May 8th, 2007 · 3 Comments

Dion Hinchcliffe’s post with the above title is too useful for you to rely on my summary. All the same, here is the key point, as I see it. Hinchcliffe notes that

“business “culture… often holds back what’s possible in terms of information technology — certainly for good reasons at times — but just as often because it lacks a change agent that can successfully bridge the barriers that’s preventing the corporate culture from evolving to adapt to ideas and approaches that are genuinely beneficial.”

But, he argues, this is not a likely fate for Enterprise 2.0 technologies:

“because they appear to so easily cross organizational boundaries, can be adopted so easily, require virtually no training, are highly social, and so on, Enterprise 2.0 apps appear to have their very own “change agent” by their fundamental nature.”

It seems to me that this is a very interesting rejoinder to the charge of ‘techno-determinism’ made against folks who see Enterprise 2.0 as an inevitable next step.

Perhaps any truly viral technology is so because it is a change agent as well as a productivity tool. Certainly this is true of mobile phones, and one can see that the entire music industry must change because of the iPod and rss.

Tags: social software · Enterprise 2.0 · Enterprise Software · Enterprise Web 2.0 · Media · mobile · rss · change · change agents

3 responses so far ↓

  • 1 Jon Husband // May 21, 2007 at 3:28 pm

    OK … culture change. Companies spend tens and hundreds of thousands of dollars on becoming learning organizations, or working on culture change, or getting into sutained and expensive leadership and management development programs. I know I (and a range of others) have argued in the past that using social software and social computing could accomplish much that the more traditional (and arguably more expensive) consulting diagnose-prescribe-implement-and-then-coach initiatives aim at accomplishing.

    But there are reasons that most of us have seen and understand as to why that latest attitude or climate survey sits on the shelf or get a spim treatment from the internal communications people. The executives and senior managers whose ostensible have responsibility for addressing the cultursl issues often have a very hard time with this. I am not, I don’t believe, making this up. I believe that a cursory glsance over many management books and articles over the last twenty to thirty years would bear out my assertion, though yes, clearly, some companies take up the challenge and do a good job at this.

    But to think that the ease-of-use, scope and reach of E2.0 technologies will also adopt the characteristics of and act as change agents is a stretch, I think. yes, they will by definition introduce change, change which cannot be ignored .. but I think that their introduction and use also sharpens substantially the game for execs and senior managers. Lack of understanding, apprehension, fear of losing control, exposure of inadequacies and general wartiness will also be catalyzed, and are likely to create significant issues for “managing” the change9s) that have been introduced.

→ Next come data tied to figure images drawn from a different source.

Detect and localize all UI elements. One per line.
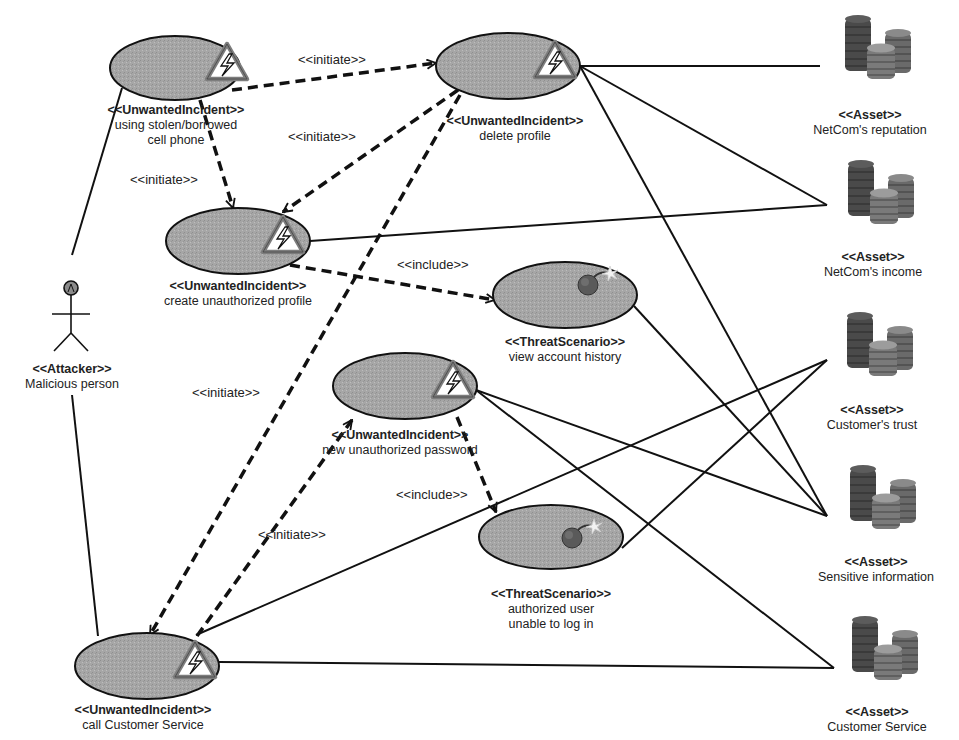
stereotype: <<ThreatScenario>> (491, 587, 611, 602)
asset-name: Sensitive information (818, 570, 934, 585)
coin-stack-icon[interactable] (850, 465, 916, 529)
line-attacker-u5 (72, 395, 98, 636)
stereotype: <<Asset>> (824, 250, 922, 265)
node-name: view account history (505, 350, 625, 365)
node-u5[interactable] (75, 633, 219, 699)
stereotype: <<Asset>> (827, 403, 918, 418)
node-name: delete profile (447, 129, 584, 144)
node-name: new unauthorized password (322, 443, 478, 458)
label-attacker: <<Attacker>> Malicious person (25, 362, 119, 392)
label-a2: <<Asset>> NetCom's income (824, 250, 922, 280)
label-a3: <<Asset>> Customer's trust (827, 403, 918, 433)
coin-stack-icon[interactable] (845, 15, 911, 79)
relation-label-initiate: <<initiate>> (130, 172, 198, 187)
label-a4: <<Asset>> Sensitive information (818, 555, 934, 585)
node-name: authorized user (491, 602, 611, 617)
node-t2[interactable] (479, 505, 623, 569)
node-name: cell phone (108, 133, 245, 148)
node-name: using stolen/borrowed (108, 118, 245, 133)
relation-label-include: <<include>> (397, 257, 469, 272)
label-u4: <<UnwantedIncident>> new unauthorized pa… (322, 428, 478, 458)
label-a1: <<Asset>> NetCom's reputation (813, 108, 927, 138)
stereotype: <<UnwantedIncident>> (164, 279, 312, 294)
label-t2: <<ThreatScenario>> authorized user unabl… (491, 587, 611, 632)
line-u5-a5 (218, 662, 834, 668)
node-name: call Customer Service (75, 718, 212, 733)
arrow-initiate-u2-u3 (283, 90, 458, 212)
attacker-figure[interactable] (52, 281, 90, 351)
asset-name: Customer's trust (827, 418, 918, 433)
stereotype: <<UnwantedIncident>> (75, 703, 212, 718)
asset-name: Customer Service (827, 720, 926, 735)
node-u1[interactable] (110, 36, 247, 100)
stereotype: <<Asset>> (813, 108, 927, 123)
coin-stack-icon[interactable] (847, 312, 913, 376)
stereotype: <<UnwantedIncident>> (108, 103, 245, 118)
asset-name: NetCom's income (824, 265, 922, 280)
stereotype: <<UnwantedIncident>> (447, 114, 584, 129)
asset-name: NetCom's reputation (813, 123, 927, 138)
stereotype: <<UnwantedIncident>> (322, 428, 478, 443)
node-u3[interactable] (166, 208, 310, 274)
label-t1: <<ThreatScenario>> view account history (505, 335, 625, 365)
label-u1: <<UnwantedIncident>> using stolen/borrow… (108, 103, 245, 148)
coin-stack-icon[interactable] (848, 160, 914, 224)
label-u5: <<UnwantedIncident>> call Customer Servi… (75, 703, 212, 733)
node-name: unable to log in (491, 617, 611, 632)
coin-stack-icon[interactable] (852, 616, 918, 680)
relation-label-initiate: <<initiate>> (192, 385, 260, 400)
stereotype: <<Attacker>> (25, 362, 119, 377)
label-u2: <<UnwantedIncident>> delete profile (447, 114, 584, 144)
relation-label-initiate: <<initiate>> (288, 129, 356, 144)
node-u2[interactable] (436, 33, 580, 99)
relation-label-initiate: <<initiate>> (258, 527, 326, 542)
label-u3: <<UnwantedIncident>> create unauthorized… (164, 279, 312, 309)
node-t1[interactable] (493, 262, 637, 328)
stereotype: <<Asset>> (818, 555, 934, 570)
relation-label-initiate: <<initiate>> (298, 52, 366, 67)
node-u4[interactable] (333, 353, 477, 419)
arrow-initiate-u1-u2 (232, 63, 436, 90)
stereotype: <<Asset>> (827, 705, 926, 720)
stereotype: <<ThreatScenario>> (505, 335, 625, 350)
attacker-name: Malicious person (25, 377, 119, 392)
node-name: create unauthorized profile (164, 294, 312, 309)
relation-arrows (150, 63, 496, 636)
relation-label-include: <<include>> (396, 487, 468, 502)
label-a5: <<Asset>> Customer Service (827, 705, 926, 735)
line-t1-a4 (634, 306, 827, 516)
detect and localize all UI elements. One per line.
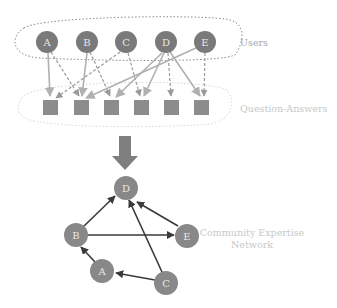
qa-box-6[interactable] [194,100,209,115]
network-node-E[interactable]: E [175,224,199,248]
edge-D-q4 [144,53,164,96]
net-edge-E-D [137,202,178,226]
user-node-label: D [162,37,170,48]
net-edge-B-D [83,196,115,227]
user-node-C[interactable]: C [115,31,137,53]
net-edge-A-B [81,247,95,262]
qa-nodes [43,100,209,115]
net-edge-C-A [116,273,155,280]
network-node-label: C [162,278,170,289]
user-node-label: A [42,37,51,48]
edge-B-q3 [90,52,110,96]
qa-box-2[interactable] [74,100,89,115]
user-node-D[interactable]: D [155,31,177,53]
edge-D-q3 [116,53,162,97]
user-qa-edges [48,48,205,98]
user-node-label: E [201,37,208,48]
transform-arrow-icon [112,136,138,170]
network-label-line2: Network [231,239,273,250]
network-node-label: A [97,266,106,277]
net-edge-C-D [129,200,162,272]
network-node-label: E [183,231,190,242]
qa-box-3[interactable] [104,100,119,115]
user-node-label: B [83,37,90,48]
network-label-line1: Community Expertise [200,227,305,238]
edge-A-q2 [51,52,79,96]
user-node-A[interactable]: A [36,31,58,53]
qa-box-4[interactable] [134,100,149,115]
network-node-label: D [122,183,130,194]
edge-E-q2 [86,48,196,98]
edge-A-q1 [48,53,50,96]
user-node-label: C [122,37,130,48]
users-label: Users [240,37,268,48]
qa-box-1[interactable] [43,100,58,115]
diagram-canvas: A B C D E Users Question-Answers [0,0,337,308]
network-node-D[interactable]: D [114,176,138,200]
user-node-E[interactable]: E [194,31,216,53]
qa-box-5[interactable] [164,100,179,115]
network-node-label: B [72,230,79,241]
user-node-B[interactable]: B [76,31,98,53]
qa-label: Question-Answers [240,103,327,114]
user-nodes: A B C D E [36,31,216,53]
network-node-B[interactable]: B [64,223,88,247]
network-node-A[interactable]: A [90,259,114,283]
network-node-C[interactable]: C [154,271,178,295]
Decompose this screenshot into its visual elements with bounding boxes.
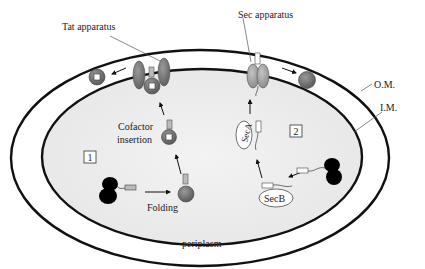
- pathway-2-label: 2: [294, 126, 299, 137]
- tat-subunit-left: [133, 61, 145, 89]
- tat-signal-peptide: [149, 67, 154, 77]
- sec-exported-protein: [299, 72, 316, 89]
- seca-signal-peptide: [256, 121, 261, 132]
- inner-membrane-label: I.M.: [380, 102, 397, 113]
- periplasm-label: periplasm: [182, 238, 222, 249]
- cofactor-insertion-label-2: insertion: [117, 134, 152, 145]
- cofactor-icon: [94, 74, 100, 80]
- tat-apparatus-label: Tat apparatus: [62, 21, 116, 32]
- secb-label: SecB: [264, 193, 285, 204]
- diagram-canvas: SecA SecB Tat apparatus Sec apparatus O.…: [0, 0, 425, 269]
- cell-diagram: SecA SecB Tat apparatus Sec apparatus O.…: [0, 0, 425, 269]
- om-label-leader: [361, 84, 372, 91]
- cofactor-icon: [149, 83, 155, 89]
- tat-subunit-right: [158, 58, 170, 86]
- pathway-1-label: 1: [88, 152, 93, 163]
- folding-label: Folding: [147, 202, 178, 213]
- secb-signal-peptide: [262, 183, 273, 188]
- signal-peptide: [167, 120, 172, 129]
- nascent-signal-peptide: [297, 168, 308, 173]
- cofactor-icon: [166, 134, 172, 140]
- sec-subunit-right: [257, 64, 269, 88]
- nascent-signal-peptide: [125, 185, 136, 190]
- sec-apparatus-label: Sec apparatus: [238, 9, 293, 20]
- cofactor-insertion-label-1: Cofactor: [118, 121, 154, 132]
- signal-peptide: [183, 174, 188, 184]
- outer-membrane-label: O.M.: [374, 79, 395, 90]
- folded-protein: [178, 186, 194, 202]
- sec-signal-peptide: [255, 53, 260, 64]
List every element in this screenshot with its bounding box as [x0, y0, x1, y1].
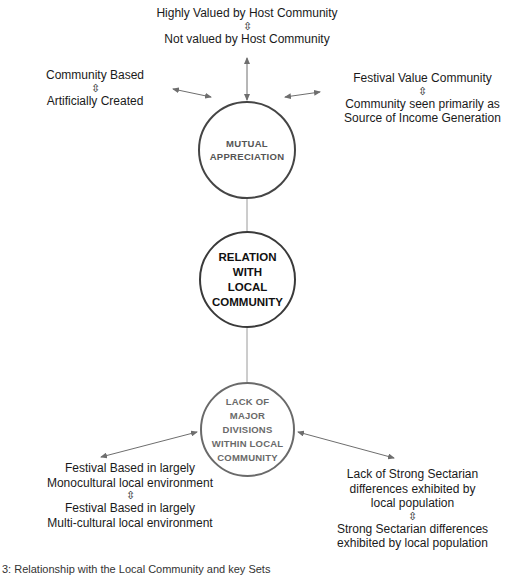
pole-community-based: Community Based [46, 68, 144, 82]
pole-monocultural-line-2: Monocultural local environment [0, 476, 260, 491]
pole-income-line-2: Source of Income Generation [330, 111, 515, 126]
pole-strong-sectarian-line-1: Strong Sectarian differences [315, 522, 510, 537]
dimension-host-valuation: Highly Valued by Host Community ⇳ Not va… [140, 6, 354, 46]
pole-highly-valued: Highly Valued by Host Community [156, 6, 337, 20]
node-mutual-appreciation-label: MUTUAL APPRECIATION [210, 137, 285, 163]
pole-festival-value-community: Festival Value Community [353, 71, 492, 85]
arrow-right [285, 92, 320, 97]
swap-arrows-icon: ⇳ [315, 511, 510, 522]
swap-arrows-icon: ⇳ [140, 21, 354, 32]
arrow-bottom-right [298, 432, 394, 458]
pole-lack-sectarian-line-3: local population [315, 496, 510, 511]
pole-multicultural-line-1: Festival Based in largely [0, 501, 260, 516]
dimension-cultural-environment: Festival Based in largely Monocultural l… [0, 461, 260, 530]
arrow-left [173, 89, 211, 97]
dimension-sectarian-differences: Lack of Strong Sectarian differences exh… [315, 467, 510, 551]
pole-artificially-created: Artificially Created [47, 94, 144, 108]
pole-strong-sectarian-line-2: exhibited by local population [315, 536, 510, 551]
node-lack-of-divisions-label: LACK OF MAJOR DIVISIONS WITHIN LOCAL COM… [212, 395, 284, 465]
pole-not-valued: Not valued by Host Community [164, 32, 329, 46]
node-relation-with-local-community: RELATION WITH LOCAL COMMUNITY [199, 231, 296, 328]
pole-multicultural-line-2: Multi-cultural local environment [0, 516, 260, 531]
swap-arrows-icon: ⇳ [20, 83, 170, 94]
pole-lack-sectarian-line-1: Lack of Strong Sectarian [315, 467, 510, 482]
dimension-community-origin: Community Based ⇳ Artificially Created [20, 68, 170, 108]
figure-caption: 3: Relationship with the Local Community… [2, 562, 270, 576]
node-relation-label: RELATION WITH LOCAL COMMUNITY [212, 250, 283, 310]
arrow-bottom-left [101, 432, 197, 457]
dimension-community-value: Festival Value Community ⇳ Community see… [330, 71, 515, 126]
pole-lack-sectarian-line-2: differences exhibited by [315, 482, 510, 497]
swap-arrows-icon: ⇳ [0, 490, 260, 501]
node-mutual-appreciation: MUTUAL APPRECIATION [198, 101, 296, 199]
pole-monocultural-line-1: Festival Based in largely [0, 461, 260, 476]
swap-arrows-icon: ⇳ [330, 86, 515, 97]
pole-income-line-1: Community seen primarily as [330, 97, 515, 112]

    As social computing moves deeper, wider and more pervasively into the corporate sphere, look for a field I call eOD to emerge and gain in importance. Most management science and art over the past 50 years has been aimed at predictability and control, although the need for thre kinds of changes we are discussing here have been identified for sometime as the business / organizational world and its complexity have accelerated. E2.0 technologies and the accompanying dynamics will by and large exacerbate the need.

    Just an opinion ….

  • 2 tmandel // May 21, 2007 at 6:49 pm

    eOD — that’s an interesting idea, Jon.

    There are people who do something like this; I think first of all of Lisa Kimball of http://www.groupjazz.com, but there are others as well.

    I hope you’ll blog about the notion of eOD.

  • 3 Jon Husband // May 21, 2007 at 7:21 pm

    Lisa is an old friend of mine. I was for quite a while (still am, I suppose) an OD practitioner, after a more mainstream HR / org effectiveness consulting career.

    I have blogged a fair bit about eOD over the past year .. not always mentioning it by “name”, but often enough the term has crept in.